Dean rubbed his rib as they drove, wondering if Lia actually had broken one.
“That’s the restaurant, up there,” he told Karr. He slid back in the seat and turned to Lia. “You want to talk about it?”
“There’s nothing to talk about.”
“I don’t see a parking space,” said Karr, pulling up near the restaurant. “I think I’ll stay with the car while you guys cool down.”
Dean thought that was a good idea.
Lia got out of the car on the other side. Karr grabbed Dean as he started to follow.
“This is why I call her Princess,” he said. “Packs a heck of a punch, huh?”
Dean followed Lia into the restaurant, where she found a table in the back and pulled out her handheld computer, scanning for bugs.
“You two shouldn’t have come, Charlie,” she told him when he sat down. “I didn’t need to be rescued.”
Dean pointed at the PDA.
“Yes, it’s clean,” she said.
“What about the window?”
She got up, sighing like a teenager who’d just been told to go clean up her room. She slipped a small device nicknamed a shaker onto the comer of the glass near the curtain. The NSA-DESIGNED device disrupted vibrations, making it impossible to use them to pick up conversations inside. While Lia was slipping it on, a waitress came over and Dean ordered two beers.
“I’m not drinking,” said Lia, pulling out her chair.
“I’ll have them both. Tell me what happened.”
“It was some sort of setup,” Lia told him. “They’re blaming it on the police.”
“You should have gotten out of there,” said Dean.
“Would you have done that?”
“Depending on the circumstances.”
“The circumstances? The circumstances are, two men came out of a building, shot some innocent protestors, then took off. Ten minutes later, a guy who wasn’t even there blames the police.”
“Do you know he wasn’t there?”
“I didn’t recognize him.”
“For all you knew, it was an operation aimed at kidnapping you.”
“It wasn’t.”
“But you didn’t know that at the time.”
“I wouldn’t be talking if I were you, Charlie Dean. You and laughing boy tried to break up a purse snatching in England a few months back.”
“That was different.”
“Why? Because it was you, not me?”
The waitress came over with the beers. True to her word, Lia pushed hers to his side of the table.
“You seemed shaken yesterday,” said Dean.
Lia’s face flushed. “That was nothing.”
“I was just—”
“I’m fine.”
“OK.”
“We’re here to make sure the election is fair, right?” said Lia. “They can steal it using the media just as easily as they can using the machines.”
Probably easier, thought Dean.
“You shouldn’t have thrown me in the car like that,” she told him. “It looked like a kidnapping.”
“The Art Room wanted you out of there.”
“The Art Room is in charge now?”
“The Art Room is in charge of the mission while it’s running,” said Dean.
She snarled. “Is that what you really believe, Charlie Dean? You?”
“I thought you were in trouble,” he told her.
“Well, I wasn’t.”
“You were.”
Her eyes flashed with anger.
“You were scared in the vault,” he said.
“Well, I wasn’t scared here.”
They stared at each other. Dean realized he might be as angry as she was.
“Let’s get you back to the UN people,” he said, reaching for some money to pay the bill. “You’ll have to make up something plausible.”
Lia caught his hand as he got up. He stopped, gazing down at her beautiful face, luminescent with the reflected light.
“The cops were framed,” she said.
“I believe you.”
“That doesn’t bother you?”
“I’ll pass the information on,” said Dean.
He was tongue-tied. He wanted to say — he couldn’t even tell himself exactly what it was. He loved her. He was worried about her. He wanted her to be OK.
Instead, he ended up lecturing her. “We have to stay focused on what’s important.”
“What’s important?”
“You.”
“Well, thanks for that,” she snapped, walking out.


Work item: Using the records below, count the lines with "Millions" in them. Give the number only.

Material shown:
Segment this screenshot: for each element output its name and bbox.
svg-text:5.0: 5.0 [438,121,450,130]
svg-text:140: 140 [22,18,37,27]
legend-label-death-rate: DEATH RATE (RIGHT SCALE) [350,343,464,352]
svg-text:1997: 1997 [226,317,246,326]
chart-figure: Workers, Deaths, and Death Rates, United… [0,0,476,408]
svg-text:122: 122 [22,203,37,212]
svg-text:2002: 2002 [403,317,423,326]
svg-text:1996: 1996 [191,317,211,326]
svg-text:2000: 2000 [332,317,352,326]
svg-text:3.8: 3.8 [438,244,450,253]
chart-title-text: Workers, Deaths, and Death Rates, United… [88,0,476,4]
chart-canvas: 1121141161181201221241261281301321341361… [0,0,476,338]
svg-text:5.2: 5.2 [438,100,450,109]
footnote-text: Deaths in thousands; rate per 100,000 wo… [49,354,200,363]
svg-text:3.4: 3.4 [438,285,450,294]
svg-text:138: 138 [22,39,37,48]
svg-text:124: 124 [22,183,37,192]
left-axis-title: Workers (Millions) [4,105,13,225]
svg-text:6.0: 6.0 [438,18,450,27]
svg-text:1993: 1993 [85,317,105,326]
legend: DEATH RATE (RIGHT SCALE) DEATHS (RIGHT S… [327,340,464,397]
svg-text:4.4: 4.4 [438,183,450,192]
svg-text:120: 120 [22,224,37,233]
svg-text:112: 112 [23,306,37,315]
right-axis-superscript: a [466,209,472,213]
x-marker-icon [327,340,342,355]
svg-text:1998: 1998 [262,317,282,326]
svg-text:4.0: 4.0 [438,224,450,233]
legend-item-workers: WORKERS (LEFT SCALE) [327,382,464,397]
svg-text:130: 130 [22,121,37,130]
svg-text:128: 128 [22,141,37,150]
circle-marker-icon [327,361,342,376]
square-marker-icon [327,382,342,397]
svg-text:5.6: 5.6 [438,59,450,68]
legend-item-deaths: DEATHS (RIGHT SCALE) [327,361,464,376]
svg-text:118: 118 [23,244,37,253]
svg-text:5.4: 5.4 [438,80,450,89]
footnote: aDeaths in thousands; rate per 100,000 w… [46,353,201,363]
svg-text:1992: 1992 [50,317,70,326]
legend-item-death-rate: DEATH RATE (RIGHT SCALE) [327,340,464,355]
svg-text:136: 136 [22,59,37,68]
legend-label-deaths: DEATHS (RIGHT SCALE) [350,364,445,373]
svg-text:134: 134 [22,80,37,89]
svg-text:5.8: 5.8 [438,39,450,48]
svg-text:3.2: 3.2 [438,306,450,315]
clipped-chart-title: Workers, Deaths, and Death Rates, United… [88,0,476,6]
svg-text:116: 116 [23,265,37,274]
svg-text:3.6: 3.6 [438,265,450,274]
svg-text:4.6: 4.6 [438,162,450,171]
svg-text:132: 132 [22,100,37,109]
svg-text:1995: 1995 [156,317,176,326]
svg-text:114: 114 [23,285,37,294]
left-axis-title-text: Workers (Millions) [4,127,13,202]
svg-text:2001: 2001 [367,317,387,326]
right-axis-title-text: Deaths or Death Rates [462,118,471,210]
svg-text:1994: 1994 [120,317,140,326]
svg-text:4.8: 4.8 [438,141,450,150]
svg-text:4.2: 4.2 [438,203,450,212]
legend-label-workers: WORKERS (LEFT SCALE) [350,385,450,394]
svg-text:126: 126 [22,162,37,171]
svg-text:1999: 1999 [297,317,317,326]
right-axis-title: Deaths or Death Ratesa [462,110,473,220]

Response for this exercise: 2